Hensley v. Municipal Court, San Jose-Milpitas Judicial Dist., Santa Clara Cty.

1973-04-18
Share:

Headline: Court expands habeas access by holding that a person released on their own recognizance is 'in custody,' allowing federal courts to hear their constitutional challenges and enabling convicted individuals to seek federal review.

Holding: The Court reversed the Ninth Circuit and held that a convicted person released on their own recognizance is "in custody" under the federal habeas statute, so federal courts may consider that person's constitutional challenges.

Real World Impact:
  • Allows convicted people released on recognizance to seek federal habeas review.
  • Federal courts can hear claims while a state stay keeps a person at large.
  • Does not let pretrial release alone trigger federal review; state remedies still required.
Topics: habeas corpus, federal court review, release on recognizance, criminal convictions

Summary

Background

A man convicted in a California municipal court for awarding unaccredited Doctor of Divinity degrees was sentenced to one year in jail and a fine. The state court stayed execution of his sentence and repeatedly allowed him to remain at large on his own recognizance while he pursued state and federal relief. He filed a federal habeas corpus petition arguing his conviction violated the First and Fourteenth Amendments. The Ninth Circuit held he was not "in custody" because he was free on recognizance, and the Supreme Court agreed to review that ruling.

Reasoning

The Court focused on whether the conditions of the man’s release imposed restraints sufficient to count as "custody" under the federal habeas statutes. It noted state law required him to appear when ordered, waived extradition if he fled, and allowed courts to revoke release and return him to custody; willful failure to appear was a crime. The Court emphasized that habeas corpus is an extraordinary but flexible remedy and that the petitioner faced restraints not shared by the public and a real risk of imminent incarceration once stays expired. For those reasons the Court reversed the Ninth Circuit and held he was "in custody" for federal habeas purposes.

Real world impact

The ruling lets federal courts consider similar constitutional claims from convicted people who remain free on recognizance but face statutory conditions and active stays.

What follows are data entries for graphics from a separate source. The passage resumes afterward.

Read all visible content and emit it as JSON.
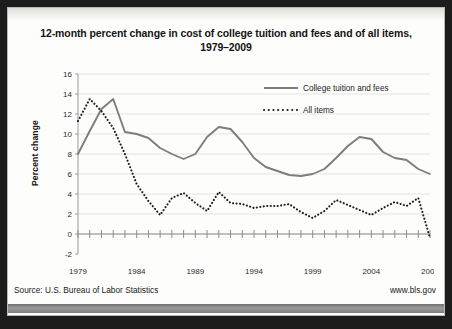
{
  "chart_data": {
    "type": "line",
    "title": "12-month percent change in cost of college tuition and fees and of all items, 1979–2009",
    "title_line1": "12-month percent change in cost of college tuition and fees and of all items,",
    "title_line2": "1979–2009",
    "xlabel": "",
    "ylabel": "Percent change",
    "ylim": [
      -2,
      16
    ],
    "yticks": [
      -2,
      0,
      2,
      4,
      6,
      8,
      10,
      12,
      14,
      16
    ],
    "xlim": [
      1979,
      2009
    ],
    "xticks": [
      1979,
      1984,
      1989,
      1994,
      1999,
      2004,
      2009
    ],
    "xtick_labels": [
      "1979",
      "1984",
      "1989",
      "1994",
      "1999",
      "2004",
      "2009"
    ],
    "grid": "horizontal",
    "legend_position": "top-right",
    "x": [
      1979,
      1980,
      1981,
      1982,
      1983,
      1984,
      1985,
      1986,
      1987,
      1988,
      1989,
      1990,
      1991,
      1992,
      1993,
      1994,
      1995,
      1996,
      1997,
      1998,
      1999,
      2000,
      2001,
      2002,
      2003,
      2004,
      2005,
      2006,
      2007,
      2008,
      2009
    ],
    "series": [
      {
        "name": "College tuition and fees",
        "style": "solid",
        "color": "#7d7d7d",
        "values": [
          8.0,
          10.3,
          12.5,
          13.5,
          10.2,
          10.0,
          9.6,
          8.6,
          8.0,
          7.5,
          8.0,
          9.7,
          10.7,
          10.5,
          9.2,
          7.6,
          6.7,
          6.3,
          5.9,
          5.8,
          6.0,
          6.5,
          7.6,
          8.8,
          9.7,
          9.5,
          8.2,
          7.6,
          7.4,
          6.5,
          6.0
        ]
      },
      {
        "name": "All items",
        "style": "dotted",
        "color": "#1f1f1f",
        "values": [
          11.3,
          13.5,
          12.3,
          10.6,
          8.0,
          5.0,
          3.3,
          1.9,
          3.6,
          4.1,
          3.1,
          2.3,
          4.2,
          3.1,
          3.0,
          2.6,
          2.8,
          2.8,
          3.0,
          2.2,
          1.6,
          2.3,
          3.4,
          2.9,
          2.4,
          1.9,
          2.6,
          3.2,
          2.8,
          3.6,
          -0.4
        ]
      }
    ]
  },
  "legend": {
    "items": [
      {
        "label": "College tuition and fees",
        "style": "solid"
      },
      {
        "label": "All items",
        "style": "dotted"
      }
    ]
  },
  "footer": {
    "source": "Source: U.S. Bureau of Labor Statistics",
    "website": "www.bls.gov"
  }
}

The Court limited the holding by reaffirming that state remedies must be exhausted and that the decision does not automatically make every person on bail eligible for federal habeas relief.

Dissents or concurrances

A concurring Justice agreed only in the outcome but warned the Court was stretching habeas law. A dissent argued the petitioner had been effectively free and this decision improperly broadens "custody."

Ask about this case

Ask questions about the entire case, including all opinions (majority, concurrences, dissents).

What was the Court's main decision and reasoning?

How did the dissenting opinions differ from the majority?

What are the practical implications of this ruling?